WHAT ARE WIND TURBINES AND HOW DO THEY WORK?

Wind is a clean, free, and readily available renewable energy source. Every day around the world, wind turbines are capturing the wind’s power and converting it to electricity. With over 35,000 wind turbines installed globally, GE is one of the world’s leading turbine suppliers.

Wind turbines allow us to harness the power of the wind and turn it into energy. When the wind blows, the turbine’s blades spin clockwise, capturing energy. This triggers the main shaft, connected to a gearbox within the nacelle, to spin. The gearbox sends that energy to the generator, converting it to electricity. Electricity then travels down the tower to a transformer, where voltage levels are adjusted to match with the grid
Wind power is generated when wind is used to rotate two to three propeller like blades around a rotor. This action spins a generator. This unit is known as a wind turbine. In a large scale setup, wind turbines are organized in groups which produce electricity in a wind farm. One wind turbine can be sufficient to generate energy for a household. Because wind is a source of energywhich is non-polluting and renewable,wind turbines create power without using fossil fuels, without producing greenhouse gases or radioactive or toxic waste.
OFFSHORE WINDPOWER
tenders with prices well below that, and in 2017 and 2018 resulted in a number of bids for which all that was required was the wholesale price of power.
While this is not the norm, it shows that the improvements in technology (especially larger and larger turbines) along with a well-developed supply chain, advances in installation and operation and maintenance strategies and experience (along with very low cost of capital) has made offshore wind a competitive source of power going forward in Europe.
One of the knock-on effects of this, of course, is that now what was a slow development of what was viewed as an expensive technology has attracted a great deal of attention outside Europe, in Asia, the Americas and even Australia.

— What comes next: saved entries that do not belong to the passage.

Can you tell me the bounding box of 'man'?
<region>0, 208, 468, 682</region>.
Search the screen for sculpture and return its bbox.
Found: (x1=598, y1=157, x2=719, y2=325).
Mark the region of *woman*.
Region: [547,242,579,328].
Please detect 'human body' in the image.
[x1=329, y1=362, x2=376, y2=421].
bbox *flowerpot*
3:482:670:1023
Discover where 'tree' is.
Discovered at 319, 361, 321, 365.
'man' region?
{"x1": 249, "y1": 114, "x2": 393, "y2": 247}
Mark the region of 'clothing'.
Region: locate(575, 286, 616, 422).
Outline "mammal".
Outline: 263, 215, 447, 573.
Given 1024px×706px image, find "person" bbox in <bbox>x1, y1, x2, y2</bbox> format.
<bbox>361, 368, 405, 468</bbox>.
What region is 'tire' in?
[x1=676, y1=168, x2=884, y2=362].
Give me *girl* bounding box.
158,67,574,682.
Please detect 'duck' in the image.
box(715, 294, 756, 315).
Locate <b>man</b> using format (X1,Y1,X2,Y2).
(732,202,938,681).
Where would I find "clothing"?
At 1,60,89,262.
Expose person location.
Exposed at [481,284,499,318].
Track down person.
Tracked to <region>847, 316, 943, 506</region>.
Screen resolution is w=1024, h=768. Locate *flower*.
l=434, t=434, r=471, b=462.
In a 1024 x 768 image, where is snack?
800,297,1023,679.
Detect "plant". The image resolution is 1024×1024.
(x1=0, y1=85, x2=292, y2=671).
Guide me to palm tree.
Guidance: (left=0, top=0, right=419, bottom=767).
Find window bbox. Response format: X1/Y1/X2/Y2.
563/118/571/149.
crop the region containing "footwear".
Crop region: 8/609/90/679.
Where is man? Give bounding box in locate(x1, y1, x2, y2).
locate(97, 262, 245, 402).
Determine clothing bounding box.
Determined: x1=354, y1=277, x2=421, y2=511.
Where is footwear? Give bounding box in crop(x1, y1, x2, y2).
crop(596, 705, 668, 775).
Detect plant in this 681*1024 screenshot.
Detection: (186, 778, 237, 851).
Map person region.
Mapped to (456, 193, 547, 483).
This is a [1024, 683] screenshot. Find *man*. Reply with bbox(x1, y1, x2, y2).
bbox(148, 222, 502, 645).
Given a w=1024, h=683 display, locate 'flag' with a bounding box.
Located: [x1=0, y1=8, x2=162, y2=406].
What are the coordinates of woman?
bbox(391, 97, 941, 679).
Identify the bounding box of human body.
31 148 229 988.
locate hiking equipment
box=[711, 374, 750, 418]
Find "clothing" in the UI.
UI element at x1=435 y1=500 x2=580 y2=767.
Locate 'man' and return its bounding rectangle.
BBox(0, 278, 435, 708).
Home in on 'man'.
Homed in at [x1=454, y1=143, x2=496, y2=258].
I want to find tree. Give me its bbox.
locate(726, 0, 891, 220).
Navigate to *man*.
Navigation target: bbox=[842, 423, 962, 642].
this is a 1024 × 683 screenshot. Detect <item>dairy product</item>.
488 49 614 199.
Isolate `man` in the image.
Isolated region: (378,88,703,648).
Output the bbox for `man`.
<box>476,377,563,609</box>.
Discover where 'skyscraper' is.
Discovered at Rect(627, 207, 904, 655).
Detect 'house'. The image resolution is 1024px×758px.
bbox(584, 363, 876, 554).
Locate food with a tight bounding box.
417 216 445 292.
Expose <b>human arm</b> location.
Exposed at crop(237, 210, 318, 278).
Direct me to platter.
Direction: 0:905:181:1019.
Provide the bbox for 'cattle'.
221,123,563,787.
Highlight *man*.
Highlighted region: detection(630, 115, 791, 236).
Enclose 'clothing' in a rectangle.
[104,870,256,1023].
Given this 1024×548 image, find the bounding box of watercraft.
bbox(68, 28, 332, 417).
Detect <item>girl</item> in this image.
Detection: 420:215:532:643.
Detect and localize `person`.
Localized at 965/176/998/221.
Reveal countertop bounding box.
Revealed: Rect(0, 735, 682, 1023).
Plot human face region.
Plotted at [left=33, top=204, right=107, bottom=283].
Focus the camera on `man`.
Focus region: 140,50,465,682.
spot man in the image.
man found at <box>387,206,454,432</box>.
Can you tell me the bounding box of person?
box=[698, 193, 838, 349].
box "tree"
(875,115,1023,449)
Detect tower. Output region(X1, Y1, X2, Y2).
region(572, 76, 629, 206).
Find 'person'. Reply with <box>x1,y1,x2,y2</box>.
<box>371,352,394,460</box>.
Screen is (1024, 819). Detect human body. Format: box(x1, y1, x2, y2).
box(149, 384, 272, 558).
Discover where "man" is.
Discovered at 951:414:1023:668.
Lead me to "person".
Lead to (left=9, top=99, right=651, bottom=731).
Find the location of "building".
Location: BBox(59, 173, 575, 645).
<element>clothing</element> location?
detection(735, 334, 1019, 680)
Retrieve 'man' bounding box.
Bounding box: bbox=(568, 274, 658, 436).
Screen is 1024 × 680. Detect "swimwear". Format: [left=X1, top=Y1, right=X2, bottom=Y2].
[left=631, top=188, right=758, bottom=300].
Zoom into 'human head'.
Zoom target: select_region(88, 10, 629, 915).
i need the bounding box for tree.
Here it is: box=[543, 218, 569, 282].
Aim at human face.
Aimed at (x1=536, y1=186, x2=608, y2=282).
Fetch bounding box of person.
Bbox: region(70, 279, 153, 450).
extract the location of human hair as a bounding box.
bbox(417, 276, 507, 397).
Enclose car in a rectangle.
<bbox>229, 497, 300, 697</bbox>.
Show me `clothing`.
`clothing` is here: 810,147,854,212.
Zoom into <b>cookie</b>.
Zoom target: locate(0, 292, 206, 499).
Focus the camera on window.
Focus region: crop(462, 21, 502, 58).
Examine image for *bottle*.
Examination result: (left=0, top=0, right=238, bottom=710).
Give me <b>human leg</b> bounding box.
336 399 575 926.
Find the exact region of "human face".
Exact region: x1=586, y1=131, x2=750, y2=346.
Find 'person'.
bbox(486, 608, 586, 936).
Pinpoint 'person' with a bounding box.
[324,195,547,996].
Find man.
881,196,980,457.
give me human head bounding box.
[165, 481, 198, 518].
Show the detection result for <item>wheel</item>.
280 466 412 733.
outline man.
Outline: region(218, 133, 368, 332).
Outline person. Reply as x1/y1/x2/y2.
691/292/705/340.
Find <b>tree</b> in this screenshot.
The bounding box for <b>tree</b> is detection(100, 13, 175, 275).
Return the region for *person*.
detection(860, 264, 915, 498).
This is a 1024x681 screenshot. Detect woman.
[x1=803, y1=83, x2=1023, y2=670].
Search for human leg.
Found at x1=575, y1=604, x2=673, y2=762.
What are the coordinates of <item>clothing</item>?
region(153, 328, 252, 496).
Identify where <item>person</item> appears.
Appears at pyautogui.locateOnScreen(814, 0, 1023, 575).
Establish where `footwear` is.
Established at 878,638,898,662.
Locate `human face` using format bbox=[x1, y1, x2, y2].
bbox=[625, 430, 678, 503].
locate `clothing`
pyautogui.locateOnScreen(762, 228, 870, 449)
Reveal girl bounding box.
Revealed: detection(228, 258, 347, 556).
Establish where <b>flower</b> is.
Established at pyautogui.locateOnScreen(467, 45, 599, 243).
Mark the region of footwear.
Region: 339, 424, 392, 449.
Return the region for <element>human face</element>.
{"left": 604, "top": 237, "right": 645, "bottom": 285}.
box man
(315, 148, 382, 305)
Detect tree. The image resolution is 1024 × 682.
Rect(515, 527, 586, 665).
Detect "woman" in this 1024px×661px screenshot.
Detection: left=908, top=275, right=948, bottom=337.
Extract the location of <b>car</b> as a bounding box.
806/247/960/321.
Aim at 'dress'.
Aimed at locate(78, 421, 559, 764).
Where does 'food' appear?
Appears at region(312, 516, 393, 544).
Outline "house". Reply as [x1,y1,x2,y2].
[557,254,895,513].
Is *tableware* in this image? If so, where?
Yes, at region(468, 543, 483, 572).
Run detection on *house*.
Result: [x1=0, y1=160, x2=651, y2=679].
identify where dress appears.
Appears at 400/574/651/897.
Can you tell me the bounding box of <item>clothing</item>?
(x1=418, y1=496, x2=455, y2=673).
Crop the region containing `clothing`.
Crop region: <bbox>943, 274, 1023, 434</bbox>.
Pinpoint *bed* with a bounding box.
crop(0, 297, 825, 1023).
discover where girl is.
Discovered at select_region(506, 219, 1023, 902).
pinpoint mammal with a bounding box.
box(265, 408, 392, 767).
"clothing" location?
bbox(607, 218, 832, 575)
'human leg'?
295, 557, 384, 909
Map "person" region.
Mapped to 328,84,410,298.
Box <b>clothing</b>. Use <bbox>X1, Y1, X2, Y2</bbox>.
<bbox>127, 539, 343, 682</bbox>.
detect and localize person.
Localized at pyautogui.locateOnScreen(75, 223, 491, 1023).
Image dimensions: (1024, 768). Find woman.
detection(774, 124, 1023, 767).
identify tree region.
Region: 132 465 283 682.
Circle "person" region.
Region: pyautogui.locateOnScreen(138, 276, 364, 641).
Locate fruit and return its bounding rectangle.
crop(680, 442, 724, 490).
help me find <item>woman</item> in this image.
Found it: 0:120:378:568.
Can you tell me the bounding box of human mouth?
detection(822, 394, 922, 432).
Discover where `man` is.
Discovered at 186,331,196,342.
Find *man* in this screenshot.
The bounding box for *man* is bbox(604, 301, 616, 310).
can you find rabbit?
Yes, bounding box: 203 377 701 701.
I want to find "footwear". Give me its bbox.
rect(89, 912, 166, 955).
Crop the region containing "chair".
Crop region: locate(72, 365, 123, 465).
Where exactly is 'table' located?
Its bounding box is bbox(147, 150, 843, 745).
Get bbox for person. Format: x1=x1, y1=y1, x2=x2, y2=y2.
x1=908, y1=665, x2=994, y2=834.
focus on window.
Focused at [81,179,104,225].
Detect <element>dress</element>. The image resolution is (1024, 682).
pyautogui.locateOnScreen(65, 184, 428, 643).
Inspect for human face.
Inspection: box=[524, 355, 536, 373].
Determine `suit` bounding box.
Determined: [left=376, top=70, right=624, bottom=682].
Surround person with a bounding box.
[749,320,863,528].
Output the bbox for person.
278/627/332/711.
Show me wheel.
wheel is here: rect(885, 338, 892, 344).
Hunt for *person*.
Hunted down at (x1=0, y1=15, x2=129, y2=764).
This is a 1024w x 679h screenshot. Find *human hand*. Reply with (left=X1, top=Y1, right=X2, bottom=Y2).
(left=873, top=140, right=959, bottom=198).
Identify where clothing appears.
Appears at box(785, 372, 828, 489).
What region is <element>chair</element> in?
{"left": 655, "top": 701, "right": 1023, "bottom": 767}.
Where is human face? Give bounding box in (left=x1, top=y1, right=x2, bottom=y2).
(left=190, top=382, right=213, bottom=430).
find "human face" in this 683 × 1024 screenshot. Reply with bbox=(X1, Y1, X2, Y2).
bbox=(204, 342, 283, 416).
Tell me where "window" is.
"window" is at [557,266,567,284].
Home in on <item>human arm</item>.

Next on the list is Taiwan, with an ambitious program set out by the government to achieve a target of 5.5 GW by 2025. Fuelled by very generous feed-in tariffs, developers and OEMs are crowding into the market, and several small demonstration projects have been awarded. This is to follow by another roughly 3.5 GW under the feed-in tariff scheme, and then the procurement will switch to competitive bidding for the remaining 2 GW. Taiwan is set to become a key player in the region as the industry evolves.
Japan has been flirting with offshore for about 15 years, but post-Fukushima, the number of demonstration projects has increased, both floating and bottom-mounted, testing out both spar buoy and semi-submersible support structures. Japan’s first major commercial development is likely to be in the Akita region in the northwest of the main island of Honshu in the Sea of Japan, where an initial 70 MW is to be followed by 455 MW of bottom mounted installations. Japan currently has 65 MW installed offshore, 51 bottom-mounted and 14 MW floating.
South Korea put on a big push for offshore starting about 10 years ago, but so far there is only 28 MW installed, although there is another 60 MW under construction. The new government’s aggressive renewable energy policy calls for about 12-13 GW of offshore to be installed by 2030.
After Deepwater Wind’s 30 MW Block Island project installed off of Rhode Island in late 2016, great expectations have arisen for the U.S. market. Massachusetts and Rhode Island
have set the pace, awarding 1.2 GW of projects on the same day in late May of this year. Between Massachusetts, Rhode Island, New York, New Jersey, Maryland and Delaware between them are now committed to 5.5 GW, and federal waters already leased could support about 15 GW in total.
On the back of the GWEC-led FOWIND project, India has now launched a program aimed at receiving requests for proposals for up to 1,000 MW of offshore wind off the coast of the western state of Gujarat as early as the end of 2017. Vietnam already has 99 MW of (very) nearshore projects in the Mekong Delta. A 2-GW project off the coast of Victoria in SE Australia recently won new financial backing, and there is even talk of development now off the coast of Brazil!
The challenge in these new markets will be to get over the initial hump, where prices will be inevitably high as supply chains, ports, grids, vessels and infrastructure are developed to accommodate efficient offshore deployment.
Next challenge: floating offshore wind. This exciting new technology is still at the early stages, but with the first commercial project installed off Scotland last year, it has many supporters; and would dramatically increase the potential market for offshore wind in places like Japan and the U.S. West Coast, where the continental shelf slopes off steeply into deeper water. It will be another 5-10 years before the technology is widely taken up, but it could even surpass bottom-mounted in the long run. Key advantage: you can put the turbine where the best wind is, not constrained by the suitability of bottom topography and water depth. Watch this space!